1st IEEE Inter. Symposium on Industrial Embedded Systems
 

Keynote: Models at Work; an industrially relevant keynote address ?
Robert de Simone, INRIA Sophia-Antipolis, France.

 

Robert de Simonee
INRIA Sophia-Antipolis, France. 

Robert de Simone holds a PhD from Paris Jussieu University, defended in 1982. He is since 1984 with INRIA Sophia-Antipolis, as Junior then Senior Researcher. He is currently Scientific Leader of the Aoste project-team, which studies Methods and Models for the Analysis and the Optimization of Real-Time Embedded Systems. His interests range from  Concurrency Theory and Process Algebras, to Automatic Verification and model-checking tools, to Synchronous Languages and their semantics. Recently he has been working on Latency-Insensitive and GALS extensions to synchronous formalisms, and explicit Time representations for Models of Computations in a UML setting.
 Dr de Simone has been involved in many academic and industrial contractual collaborations over the years. He leads INRIA's involvement in the French PACA Integrated Center for Microelectronics (CIM), together with many prominant industrial companies in the field. He is also INRIA coordinator on the forthcoming OMG UML profile for Modeling and Analysis of Real-Time Embedded systems (MARTE).
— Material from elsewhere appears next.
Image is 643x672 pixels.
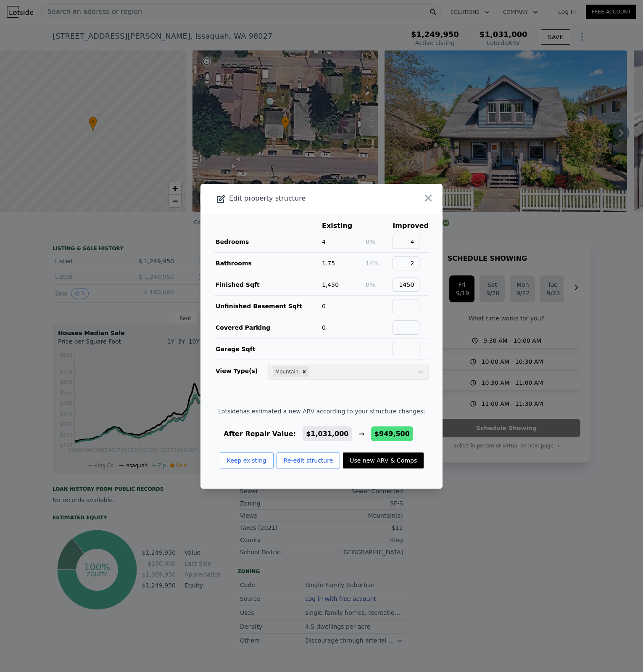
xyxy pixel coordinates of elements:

ABSTRACT: We consider Models of  Computations as present  in many  graphical modeling formalisms often used in System-Level Embedded Design.We argue that these models should be well founded semantically if one aims to do more with them than mere simulation/animation, and  to perform useful analysis additionally instead. We try to illustrate this approach by considering progressive time refinement, from untimed to logically timed to eventually physically timed systems, using a collection of familiar models that share otherwise structural and behavioral aspects, but differ on their time handling precision. If time allows, we shall transform in this way a (trivially simple) synchronous SoC example to acommodate any long global wire latencies. It will depict the benefit of considering explicit logical time to represent time/cycle allocation schedules as first-class objects in the systems. If even more time is left,we shall present synchronous languages as specification/modeling formalisms where precise logical time is at the heart of the language itself. This allows to guarantee full adequacy between model simulaton and code synthesis/compilation, and consider the specification a true model of the system that runs.